Water restoration for cattle and feedlots

A feedlot's runoff holding pond takes a solids-heavy load off the pens, and it shows: a hardening crust, a sludge blanket that climbs, and pumping that gets harder every season. When it sours, the odor and the readings become the regulator's business along with yours.

The problems we see on your water

What Alchemal installs and takes responsibility for

A feedlot runoff pond takes a solids-heavy load off the pens, and the load tells on it. When the pond’s biology runs out of oxygen the breakdown goes anaerobic, meaning without oxygen, and that turn is behind the hardening crust, the sludge blanket that climbs and eats the pond’s capacity, and the odor and readings that draw a regulator’s attention.

Nanobubble oxygenation keeps the upper column aerobic, so more of the incoming load breaks down before it settles: slower sludge accumulation, a gassy crust that loosens over time, and a biological load that comes down against the baseline. It runs continuously, and nothing about the operation stops. Oxygen changes the rate, not the history, so a pond already carrying years of solids still needs a reset first, and the assessment says so before anything is sized.

We baseline the pond before sizing anything, and Stewardship carries the record: sludge-depth surveys, odor-complaint counts, and the readings themselves. The lagoon-duty N4 is built for high organic loads with no fine passages to clog and carries a published target price band, and what we measure and how is published. The published mechanism figure and its scope sit on the agriculture overview, attributed to nanobubble oxygenation rather than to any Alchemal unit.

Proof from feedlot operators

The first installations for this audience are being instrumented now, and their case files publish when the record is worth reading. The methodology is already public: what we record, how we calibrate, and how we report what didn't move.

From your first note to the assessment

  1. You describe the water. A specialist reads it, replies with a plain answer, and says whether an assessment makes sense.
  2. Your water goes on the schedule. The first assessments and installations are being scheduled now; requests are answered in the order they arrive.
  3. The assessment puts a baseline on paper: dissolved oxygen top to bottom, clarity, the condition of the sediment, and a plan with a prediction attached. If oxygenation isn't the right fix, the report says so.

Questions feedlot operators ask

Will installing this interrupt the operation?

No. The system installs at the holding pond as it stands and runs continuously. The pens, the runoff collection, and the pumping schedule all keep going, and nothing is added to the water except oxygen.

Our pond is heavy with solids and crust. Will oxygen alone fix it?

Not on its own. Oxygenation keeps the column aerobic so the fresh load breaks down faster and new sludge and gas build more slowly, but a pond already carrying years of solids or a thick crust still needs a pump-out or mechanical breaking to reset. The assessment says which case yours is.

How do you size a system for a runoff pond?

The assessment reads the solids load the pens send and sizes to hold the upper column aerobic at that load. A heavily loaded pond needs a load-matched size; an under-sized system fails, so we will not quote one to win on price.

Start with a conversation.

Describe the water and a specialist replies with a plain answer, before any commitment. Your water, your numbers.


▶ Aim of the exercise
Using the material below, repeat exactly the lines from the one with "Image is 644x344 pixels." through the one with "Image is 868x393 pixels.", ends included, without any images.

▶ Records shown
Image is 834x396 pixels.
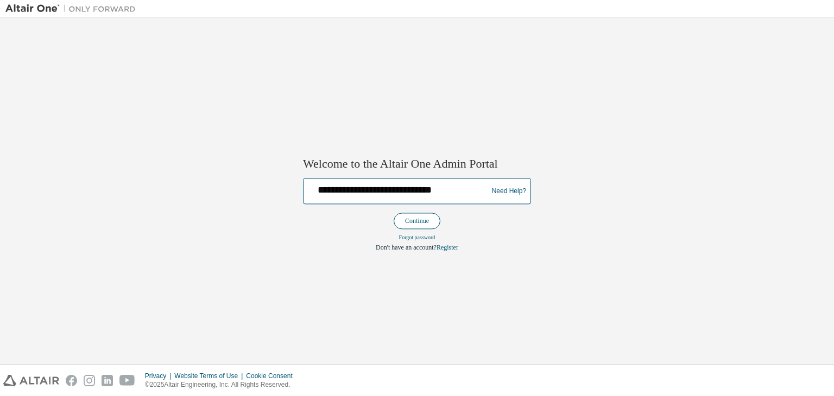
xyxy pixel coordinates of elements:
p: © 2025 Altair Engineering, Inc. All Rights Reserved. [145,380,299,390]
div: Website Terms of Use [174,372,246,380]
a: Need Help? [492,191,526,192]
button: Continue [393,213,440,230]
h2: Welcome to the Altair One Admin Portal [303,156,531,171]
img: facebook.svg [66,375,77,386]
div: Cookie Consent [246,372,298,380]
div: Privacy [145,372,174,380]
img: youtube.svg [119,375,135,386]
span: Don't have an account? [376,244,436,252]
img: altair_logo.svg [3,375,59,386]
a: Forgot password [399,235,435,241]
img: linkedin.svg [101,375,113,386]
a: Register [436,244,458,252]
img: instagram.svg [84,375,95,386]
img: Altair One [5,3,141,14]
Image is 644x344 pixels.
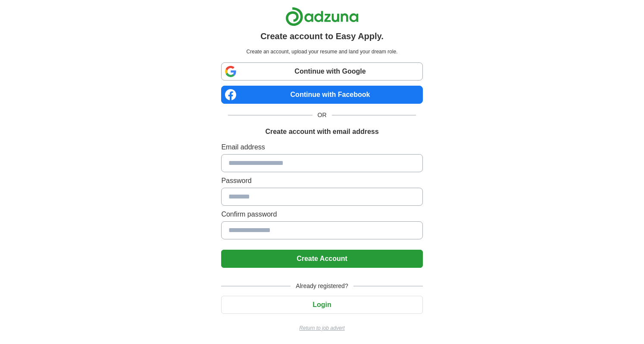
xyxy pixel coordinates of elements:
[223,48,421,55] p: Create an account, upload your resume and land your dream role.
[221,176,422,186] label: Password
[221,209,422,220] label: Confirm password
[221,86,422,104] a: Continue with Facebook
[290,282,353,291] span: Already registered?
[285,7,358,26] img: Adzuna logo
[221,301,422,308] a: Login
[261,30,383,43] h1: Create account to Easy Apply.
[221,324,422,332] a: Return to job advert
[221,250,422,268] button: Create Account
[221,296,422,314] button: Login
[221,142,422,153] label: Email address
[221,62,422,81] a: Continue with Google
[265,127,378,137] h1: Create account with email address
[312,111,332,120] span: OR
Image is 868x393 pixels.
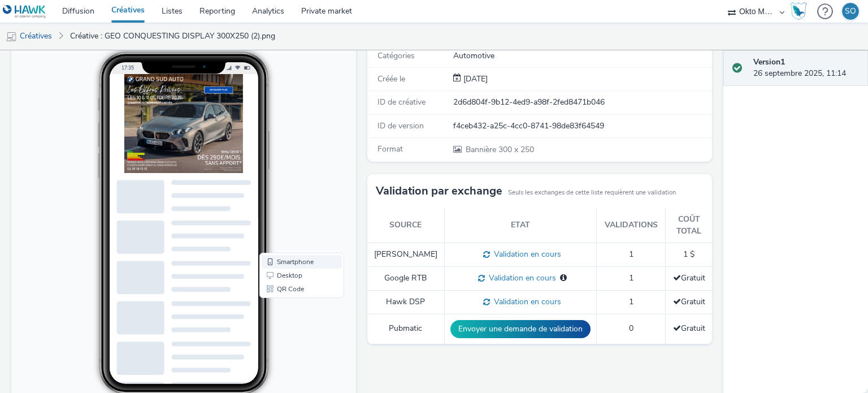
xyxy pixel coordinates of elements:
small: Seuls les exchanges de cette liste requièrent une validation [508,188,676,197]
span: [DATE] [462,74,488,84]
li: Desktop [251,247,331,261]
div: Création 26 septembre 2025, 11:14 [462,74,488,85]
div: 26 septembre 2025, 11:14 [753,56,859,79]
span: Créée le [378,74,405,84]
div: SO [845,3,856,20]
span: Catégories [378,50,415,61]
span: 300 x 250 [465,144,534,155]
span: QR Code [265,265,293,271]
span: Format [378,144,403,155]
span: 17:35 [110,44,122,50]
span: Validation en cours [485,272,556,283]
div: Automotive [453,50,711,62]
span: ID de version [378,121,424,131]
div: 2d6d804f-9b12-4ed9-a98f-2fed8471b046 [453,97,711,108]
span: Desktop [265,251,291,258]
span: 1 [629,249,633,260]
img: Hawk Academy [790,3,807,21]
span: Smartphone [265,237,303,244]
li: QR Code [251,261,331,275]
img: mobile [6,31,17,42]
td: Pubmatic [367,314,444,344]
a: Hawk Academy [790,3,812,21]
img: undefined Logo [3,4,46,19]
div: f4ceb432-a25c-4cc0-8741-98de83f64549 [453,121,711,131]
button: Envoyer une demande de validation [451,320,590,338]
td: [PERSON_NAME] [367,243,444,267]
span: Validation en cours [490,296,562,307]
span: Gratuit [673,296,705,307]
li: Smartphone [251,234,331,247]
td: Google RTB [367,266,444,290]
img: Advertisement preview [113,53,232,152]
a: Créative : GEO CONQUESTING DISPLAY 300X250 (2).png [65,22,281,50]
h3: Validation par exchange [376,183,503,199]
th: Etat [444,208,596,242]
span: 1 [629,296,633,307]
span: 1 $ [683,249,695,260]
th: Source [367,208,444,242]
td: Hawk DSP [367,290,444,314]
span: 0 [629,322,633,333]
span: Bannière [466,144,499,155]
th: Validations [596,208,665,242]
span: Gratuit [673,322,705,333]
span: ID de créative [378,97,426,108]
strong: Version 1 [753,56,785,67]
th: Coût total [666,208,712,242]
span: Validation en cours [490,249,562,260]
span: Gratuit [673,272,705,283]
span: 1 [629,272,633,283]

▶ Reply
Image is 644x344 pixels.
xyxy pixel coordinates of elements:
[223,48,421,55] p: Create an account, upload your resume and land your dream role.
[221,176,422,186] label: Password
[221,209,422,220] label: Confirm password
[221,86,422,104] a: Continue with Facebook
[290,282,353,291] span: Already registered?
[285,7,358,26] img: Adzuna logo
[221,301,422,308] a: Login
[261,30,383,43] h1: Create account to Easy Apply.
[221,324,422,332] a: Return to job advert
[221,250,422,268] button: Create Account
[221,296,422,314] button: Login
[221,142,422,153] label: Email address
[221,62,422,81] a: Continue with Google
[265,127,378,137] h1: Create account with email address
[312,111,332,120] span: OR
Image is 868x393 pixels.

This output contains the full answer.